Fogg gave Poirot a detailed account of the trial, and noted that despite the best efforts of the formidable defence counsel Montague Depleach, Caroline Crayle never stood a chance. Nonetheless the trial, although more than fifteen years ago, left a deep impression on Fogg and he remembered it clearly although he could not exactly say why. Caroline Crayle was a remarkable woman whom Fogg could never forget. He was certain that she loved the man she killed. Poirot thought Fogg saw a certain "romance" in the trial. "She had the quality of it," Fogg said. "[H]alf the time, she wasn't there.
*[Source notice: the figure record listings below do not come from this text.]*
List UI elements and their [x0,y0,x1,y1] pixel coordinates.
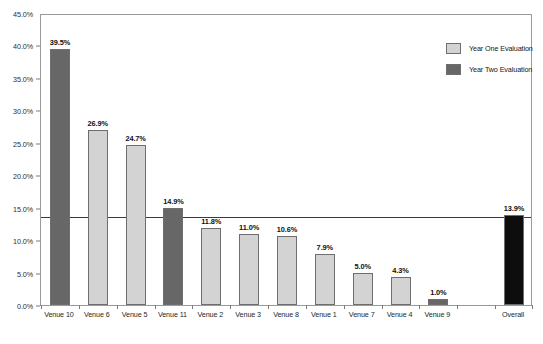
x-axis-tick-label: Venue 10 [44,310,74,319]
y-axis-tick-label: 40.0% [13,42,33,51]
y-axis-tick-label: 25.0% [13,139,33,148]
x-axis-tick-label: Venue 8 [273,310,299,319]
y-axis-tick-label: 35.0% [13,74,33,83]
bar-slot: 39.5% [41,15,79,305]
bar-value-label: 24.7% [125,134,145,143]
y-axis-tick-label: 10.0% [13,237,33,246]
bar-slot: 4.3% [382,15,420,305]
bar-value-label: 26.9% [88,119,108,128]
y-axis-tick-label: 20.0% [13,172,33,181]
y-axis-tick-label: 5.0% [17,269,33,278]
bar[interactable] [201,228,221,305]
x-axis-tick-mark [344,305,345,309]
x-axis-tick-label: Venue 1 [311,310,337,319]
x-axis-tick-mark [117,305,118,309]
x-axis-tick-mark [79,305,80,309]
x-axis-tick-label: Venue 2 [197,310,223,319]
bar[interactable] [88,130,108,305]
y-axis-tick-label: 15.0% [13,204,33,213]
bar[interactable] [163,208,183,305]
bar-slot: 24.7% [117,15,155,305]
x-axis-tick-mark [192,305,193,309]
bar-value-label: 11.8% [201,217,221,226]
bar-value-label: 11.0% [239,223,259,232]
bar[interactable] [353,273,373,305]
x-axis: Venue 10Venue 6Venue 5Venue 11Venue 2Ven… [40,310,532,330]
bar-slot: 26.9% [79,15,117,305]
bar-slot: 5.0% [344,15,382,305]
x-axis-tick-label: Venue 3 [235,310,261,319]
x-axis-tick-mark [382,305,383,309]
bar-slot: 11.0% [230,15,268,305]
x-axis-tick-mark [457,305,458,309]
x-axis-tick-mark [419,305,420,309]
bar[interactable] [504,215,524,305]
y-axis: 0.0%5.0%10.0%15.0%20.0%25.0%30.0%35.0%40… [0,14,40,306]
plot-area: 39.5%26.9%24.7%14.9%11.8%11.0%10.6%7.9%5… [40,14,532,306]
bar-value-label: 1.0% [430,288,446,297]
legend-label-year-one: Year One Evaluation [469,44,533,53]
x-axis-tick-label: Overall [502,310,524,319]
bar[interactable] [50,49,70,305]
x-axis-tick-label: Venue 6 [84,310,110,319]
x-axis-tick-label: Venue 4 [387,310,413,319]
x-axis-tick-mark [155,305,156,309]
x-axis-tick-mark [306,305,307,309]
x-axis-tick-mark [532,305,533,309]
x-axis-tick-label: Venue 5 [122,310,148,319]
bar-slot: 11.8% [192,15,230,305]
bar[interactable] [277,236,297,305]
x-axis-tick-mark [495,305,496,309]
bar-value-label: 10.6% [277,225,297,234]
x-axis-tick-mark [230,305,231,309]
x-axis-tick-label: Venue 7 [349,310,375,319]
x-axis-tick-mark [268,305,269,309]
legend-swatch-year-one [446,43,461,54]
bar-chart: 0.0%5.0%10.0%15.0%20.0%25.0%30.0%35.0%40… [0,0,543,344]
legend-swatch-year-two [446,64,461,75]
bar-slot: 10.6% [268,15,306,305]
bar[interactable] [126,145,146,305]
bar-value-label: 7.9% [317,243,333,252]
bar-value-label: 14.9% [163,197,183,206]
bar-value-label: 5.0% [354,262,370,271]
legend-item-year-one[interactable]: Year One Evaluation [446,42,533,54]
legend-label-year-two: Year Two Evaluation [469,65,532,74]
bar-slot: 14.9% [155,15,193,305]
bar-value-label: 39.5% [50,38,70,47]
y-axis-tick-label: 30.0% [13,107,33,116]
bar[interactable] [315,254,335,305]
legend-item-year-two[interactable]: Year Two Evaluation [446,63,533,75]
bar[interactable] [428,299,448,305]
y-axis-tick-label: 45.0% [13,10,33,19]
bar-value-label: 13.9% [504,204,524,213]
legend: Year One Evaluation Year Two Evaluation [446,42,533,84]
bar[interactable] [391,277,411,305]
bar-slot: 7.9% [306,15,344,305]
bar[interactable] [239,234,259,305]
bar-value-label: 4.3% [392,266,408,275]
y-axis-tick-label: 0.0% [17,302,33,311]
x-axis-tick-label: Venue 9 [425,310,451,319]
x-axis-tick-label: Venue 11 [158,310,187,319]
x-axis-tick-mark [41,305,42,309]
She'd gone away somewhere ... just left her body there, quiescent, attentive, with the littlepolite smile on her lips. She was all half tones, you know, lights and shades. And yet, with it all, she was more alive than (Elsa Greer)". Fogg dmired Caroline Crale because she didn't fight, "because she retreated into her world of half lights and shadows". To Fogg she was never defeated because she never gave battle.'
Poirot observed that Fogg was unlike Montagu Depleach. Unlike Depleach who excelled at courtroom drama, Fogg was lacking in personality. His questions were quiet and unemotional but steadily persistent. "If Depleach was like a rapier, Fogg was like an auger. He bored steadily". Fogg may never reach spectacular fame but he usually won his cases.